Given the trajectory of the media world in the past ten years since he composed the first version of Split, it’s no wonder the composer sees the new version as considerably darker than the original. At the same time, though, he sees it as a tragicomedy in which its elements are presented for the “thinking, feeling listener,” and the artistically present performers, to inform the experience with their own individual, fundamentally human sensibilities.
Composer and writer Robert Kirzinger is the Boston Symphony Orchestra’s Director of Program Publications.
Andrew Norman on his Split for two pianos and orchestra
Split is the culmination of an iterative process that has occupied me for more than a decade. It began as a solo piano piece, was briefly a duo for two pianos, then a piano concerto, and now, finally, a concerto for two pianos and orchestra (in this shape-shifting journey the piece shares some similarities with Brahms’ first piano concerto, which began its life as a sonata for two pianos, was briefly a symphony, and then finally settled into the concerto medium).
At its heart, Split is the story of two protagonists trying to find their way out of a labyrinth of constant distraction. It is their quest to express a complete thought together — to find a place of peace and focus and wholeness away from the fractured tumult that surrounds them. The piece is structured as a series of disparate, parallel musical worlds that are toggled between by interruptive hits from the percussion section. You could think of it like a horizonless stream of orchestral channel-surfing or social media doomscrolling; the music occupies a tonal space where exuberance, wit, and playfulness can easily cross over into anxiety or ennui, where the endorphin-popping sugar-rush of short-form media yields to feelings of entrapment, despair, and perhaps even violence.
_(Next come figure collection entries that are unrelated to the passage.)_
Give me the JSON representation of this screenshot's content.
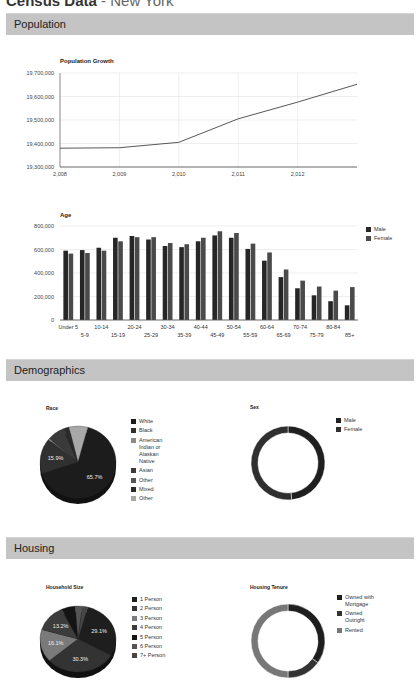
{
  "header": {
    "title": "Census Data",
    "subtitle": "- New York"
  },
  "sections": {
    "population": {
      "label": "Population"
    },
    "demographics": {
      "label": "Demographics"
    },
    "housing": {
      "label": "Housing"
    }
  },
  "colors": {
    "section_bar": "#c4c4c4",
    "line": "#444444",
    "male": "#262626",
    "female": "#4a4a4a"
  },
  "chart_data": [
    {
      "id": "population_growth",
      "type": "line",
      "title": "Population Growth",
      "xlabel": "",
      "ylabel": "",
      "x": [
        2008,
        2009,
        2010,
        2011,
        2012,
        2013
      ],
      "x_tick_labels": [
        "2,008",
        "2,009",
        "2,010",
        "2,011",
        "2,012"
      ],
      "y_tick_labels": [
        "19,700,000",
        "19,600,000",
        "19,500,000",
        "19,400,000",
        "19,300,000"
      ],
      "values": [
        19380000,
        19382000,
        19405000,
        19505000,
        19576000,
        19652000
      ],
      "ylim": [
        19300000,
        19700000
      ],
      "grid": true
    },
    {
      "id": "age",
      "type": "bar",
      "title": "Age",
      "categories": [
        "Under 5",
        "5-9",
        "10-14",
        "15-19",
        "20-24",
        "25-29",
        "30-34",
        "35-39",
        "40-44",
        "45-49",
        "50-54",
        "55-59",
        "60-64",
        "65-69",
        "70-74",
        "75-79",
        "80-84",
        "85+"
      ],
      "series": [
        {
          "name": "Male",
          "values": [
            590000,
            595000,
            615000,
            700000,
            715000,
            685000,
            630000,
            620000,
            670000,
            720000,
            700000,
            605000,
            505000,
            365000,
            270000,
            210000,
            160000,
            125000
          ]
        },
        {
          "name": "Female",
          "values": [
            565000,
            570000,
            590000,
            670000,
            705000,
            705000,
            655000,
            645000,
            700000,
            755000,
            740000,
            650000,
            575000,
            430000,
            335000,
            285000,
            250000,
            280000
          ]
        }
      ],
      "y_tick_labels": [
        "800,000",
        "600,000",
        "400,000",
        "200,000",
        "0"
      ],
      "ylim": [
        0,
        800000
      ],
      "grid": true,
      "legend_position": "right"
    },
    {
      "id": "race",
      "type": "pie",
      "title": "Race",
      "labels": [
        "White",
        "Black",
        "American Indian or Alaskan Native",
        "Asian",
        "Other",
        "Mixed",
        "Other"
      ],
      "values": [
        65.7,
        15.9,
        0.6,
        7.3,
        0.1,
        2.4,
        8.0
      ],
      "slice_labels": [
        "65.7%",
        "15.9%",
        "",
        "",
        "",
        "",
        ""
      ],
      "colors": [
        "#1c1c1c",
        "#303030",
        "#8a8a8a",
        "#3a3a3a",
        "#555555",
        "#2a2a2a",
        "#a8a8a8"
      ],
      "legend_position": "right"
    },
    {
      "id": "sex",
      "type": "pie",
      "title": "Sex",
      "donut": true,
      "labels": [
        "Male",
        "Female"
      ],
      "values": [
        48.4,
        51.6
      ],
      "colors": [
        "#1f1f1f",
        "#2f2f2f"
      ],
      "legend_position": "right"
    },
    {
      "id": "household_size",
      "type": "pie",
      "title": "Household Size",
      "labels": [
        "1 Person",
        "2 Person",
        "3 Person",
        "4 Person",
        "5 Person",
        "6 Person",
        "7+ Person"
      ],
      "values": [
        29.1,
        30.3,
        16.1,
        13.2,
        6.0,
        3.0,
        2.3
      ],
      "slice_labels": [
        "29.1%",
        "30.3%",
        "16.1%",
        "13.2%",
        "",
        "",
        ""
      ],
      "colors": [
        "#1e1e1e",
        "#333333",
        "#7a7a7a",
        "#3c3c3c",
        "#141414",
        "#555555",
        "#464646"
      ],
      "legend_position": "right"
    },
    {
      "id": "housing_tenure",
      "type": "pie",
      "title": "Housing Tenure",
      "donut": true,
      "labels": [
        "Owned with Mortgage",
        "Owned Outright",
        "Rented"
      ],
      "values": [
        35.0,
        15.0,
        50.0
      ],
      "colors": [
        "#1e1e1e",
        "#333333",
        "#777777"
      ],
      "legend_position": "right"
    }
  ]
}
It was clear to me, a decade ago when I started working with this material, that this music was about my — and our — relationship to the online world, about how technology has changed our brains, our attention spans, the ways we process information and the ways we relate to each other. But over that same span of time my feelings about technology and what it has done to us have clarified, evolved, and darkened significantly. Our attention is a precious resource that is mined and monetized, commodified and exploited. To be distracted is to be divided; to be divided is to be controlled. For me, now, the simple act of attentive presence in the real world — to a piece of music, a work of art, a human being across the table — carries a kind of counter-cultural weight; it is an act of resistance. And it is the search for that space of mindful, resistive presence which animates the musical journey of Split.